25.08.17
Electrification ‘very unlikely’ to come back into EWR scheme
Plans to electrify the East West Rail (EWR) link between Oxford and Cambridge are “very unlikely” to come back into the scheme after the DfT instructed Network Rail to remove electrification from the scope of the Western Section, RTM has been told.
The DfT directive was included in the public consultation documents released in June for Phase 2 of the Western Section. It is also in line with the department’s scrapping of major electrification programmes in the north of England announced last month.
Asked what impact this will have on the project, Andy Free, head of engineering assurance at EWR Alliance, which is delivering Phase 2 of the Western Section, argued that “on the face of it, not a lot”.
“But actually, that was one of the big drivers behind our slippage to date for submitting our TWA application, because we had done the initial modelling for the environmental impact assessment based on some of the trains being electric. We have had to redo all of that modelling to provide an accurate model once the railway is an all-diesel railway,” he said.
“It wasn’t as simple as just, ‘don’t bother putting the electrification up – how much is the saving please?’ At this stage, it has cost money to do that, remove the electrification, to redo significant parts of the environmental impact assessment.”
The steer from the DfT is that wherever the Alliance is building a new structure it needs to be clear and suitable for electrification, “and we must do nothing that hinders future electrification, but it is not on the short- or medium-term horizon”.
“It is very unlikely that electrification will come back into the scheme,” added Free.
Before the EWR Alliance – VolkerRail, Atkins, Laing O’Rourke and Network Rail – submit the TWA application in spring next year, the latest feedback for the plans, which has been generally supportive, will be fed into the designs where possible and in the environmental impact assessment.
It is anticipated that the project will be open by 2023, but as it stands work is due to start on the route in September 2019 – 18 months after the TWA application is submitted, which would push the project close to the end of CP6. In order to overcome this, and get the team on site earlier, the EWR Alliance will also be submitting a number of local planning applications to construct new overbridges at the same time as the TWA.
The Western Section consists of two distinct phases of work. EWR Phase 1 was completed in December 2016 and involved the upgrade of the Oxford-to-Bicester Line, and a new section of track that directly links to the Chiltern Main Line allowing new direct services from Oxford to London Marylebone.
EWR Phase 2 includes upgrading and reinstating the Bicester-Bletchley-Bedford, and Aylesbury-Claydon junction railway lines. There will also be a new station at Winslow, new platforms at Aylesbury Vale Parkway and Bletchley stations, and platform extensions at Woburn Sands, Ridgmont and Princess Risborough.
The operation of the line and delivery schedule for the Central and Eastern sections of EWR is currently the subject of a scoping report. While Free wasn’t in a position to comment in detail on this, he told RTM: “The current plan is that they have chosen a preferred corridor for the central section and they are working at their plans to start consultation on what the alignment of that might look like. They plan to go public with them in 2018.”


## Your goal
Could you copy every line of the data that contains "Rhodopseudomonas"?
[Data records Boundary: Start]
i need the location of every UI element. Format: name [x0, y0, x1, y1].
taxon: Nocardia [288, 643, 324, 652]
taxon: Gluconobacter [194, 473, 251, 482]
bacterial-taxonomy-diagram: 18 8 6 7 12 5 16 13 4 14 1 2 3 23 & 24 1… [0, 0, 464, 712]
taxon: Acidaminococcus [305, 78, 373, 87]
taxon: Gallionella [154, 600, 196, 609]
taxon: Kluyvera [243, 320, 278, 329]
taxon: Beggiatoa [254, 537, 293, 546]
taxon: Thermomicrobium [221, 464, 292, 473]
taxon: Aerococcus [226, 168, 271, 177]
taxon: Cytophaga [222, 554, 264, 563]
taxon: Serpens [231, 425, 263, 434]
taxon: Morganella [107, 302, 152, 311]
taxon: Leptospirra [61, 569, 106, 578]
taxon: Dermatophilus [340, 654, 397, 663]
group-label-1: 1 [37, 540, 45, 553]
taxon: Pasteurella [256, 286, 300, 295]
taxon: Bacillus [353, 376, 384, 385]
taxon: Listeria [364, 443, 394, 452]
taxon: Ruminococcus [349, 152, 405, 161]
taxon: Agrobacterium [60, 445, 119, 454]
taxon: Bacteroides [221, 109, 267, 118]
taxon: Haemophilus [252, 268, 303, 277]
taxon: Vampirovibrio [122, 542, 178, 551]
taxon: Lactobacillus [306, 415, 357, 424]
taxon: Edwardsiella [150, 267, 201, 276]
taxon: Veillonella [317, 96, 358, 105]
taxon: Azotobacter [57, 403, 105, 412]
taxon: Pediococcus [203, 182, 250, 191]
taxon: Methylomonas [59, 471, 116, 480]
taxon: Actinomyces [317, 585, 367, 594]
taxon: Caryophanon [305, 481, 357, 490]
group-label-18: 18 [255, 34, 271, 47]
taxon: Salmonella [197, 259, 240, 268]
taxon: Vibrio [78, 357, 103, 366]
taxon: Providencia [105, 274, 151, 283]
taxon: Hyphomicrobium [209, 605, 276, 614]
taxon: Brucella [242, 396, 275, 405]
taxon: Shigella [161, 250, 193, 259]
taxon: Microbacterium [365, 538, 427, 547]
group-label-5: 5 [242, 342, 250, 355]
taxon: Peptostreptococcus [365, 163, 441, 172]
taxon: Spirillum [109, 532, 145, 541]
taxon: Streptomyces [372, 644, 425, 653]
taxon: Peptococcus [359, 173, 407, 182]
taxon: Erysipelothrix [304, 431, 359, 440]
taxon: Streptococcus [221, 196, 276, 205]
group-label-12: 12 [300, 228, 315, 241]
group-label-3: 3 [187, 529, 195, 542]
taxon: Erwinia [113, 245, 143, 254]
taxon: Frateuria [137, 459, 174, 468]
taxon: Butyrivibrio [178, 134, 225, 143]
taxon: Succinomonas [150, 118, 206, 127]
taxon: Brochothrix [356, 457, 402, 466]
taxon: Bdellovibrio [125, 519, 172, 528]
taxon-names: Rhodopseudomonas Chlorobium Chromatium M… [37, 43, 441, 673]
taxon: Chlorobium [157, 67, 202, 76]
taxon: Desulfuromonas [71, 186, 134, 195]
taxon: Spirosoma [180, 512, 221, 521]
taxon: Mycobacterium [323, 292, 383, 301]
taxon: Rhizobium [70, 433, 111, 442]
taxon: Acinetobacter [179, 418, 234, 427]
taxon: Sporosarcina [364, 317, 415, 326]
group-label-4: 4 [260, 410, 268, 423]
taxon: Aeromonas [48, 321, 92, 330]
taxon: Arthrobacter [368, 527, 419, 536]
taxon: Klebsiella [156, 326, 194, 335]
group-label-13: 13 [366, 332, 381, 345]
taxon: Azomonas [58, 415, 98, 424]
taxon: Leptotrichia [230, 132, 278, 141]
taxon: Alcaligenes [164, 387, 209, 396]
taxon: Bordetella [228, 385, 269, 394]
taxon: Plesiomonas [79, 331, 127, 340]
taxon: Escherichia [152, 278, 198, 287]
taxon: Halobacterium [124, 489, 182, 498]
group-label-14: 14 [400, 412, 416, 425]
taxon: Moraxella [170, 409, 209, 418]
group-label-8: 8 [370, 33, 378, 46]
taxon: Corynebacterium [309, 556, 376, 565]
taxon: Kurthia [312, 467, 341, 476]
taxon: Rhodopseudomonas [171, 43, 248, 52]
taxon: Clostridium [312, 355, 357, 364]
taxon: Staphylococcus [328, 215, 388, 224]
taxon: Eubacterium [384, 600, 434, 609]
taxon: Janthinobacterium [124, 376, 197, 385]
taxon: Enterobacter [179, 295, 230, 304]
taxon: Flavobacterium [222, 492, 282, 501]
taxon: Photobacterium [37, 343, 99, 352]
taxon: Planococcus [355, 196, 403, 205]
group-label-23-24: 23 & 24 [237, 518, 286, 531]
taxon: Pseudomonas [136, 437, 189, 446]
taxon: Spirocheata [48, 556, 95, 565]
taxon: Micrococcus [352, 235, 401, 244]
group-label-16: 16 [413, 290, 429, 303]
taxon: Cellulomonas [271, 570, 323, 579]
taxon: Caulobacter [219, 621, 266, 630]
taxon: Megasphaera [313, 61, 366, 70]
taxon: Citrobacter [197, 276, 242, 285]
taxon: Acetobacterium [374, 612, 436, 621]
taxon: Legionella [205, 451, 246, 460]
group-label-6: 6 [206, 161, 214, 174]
[Data records Boundary: End]
## Solved problem
taxon-names: Rhodopseudomonas Chlorobium Chromatium M… [37, 43, 441, 673]
taxon: Rhodopseudomonas [171, 43, 248, 52]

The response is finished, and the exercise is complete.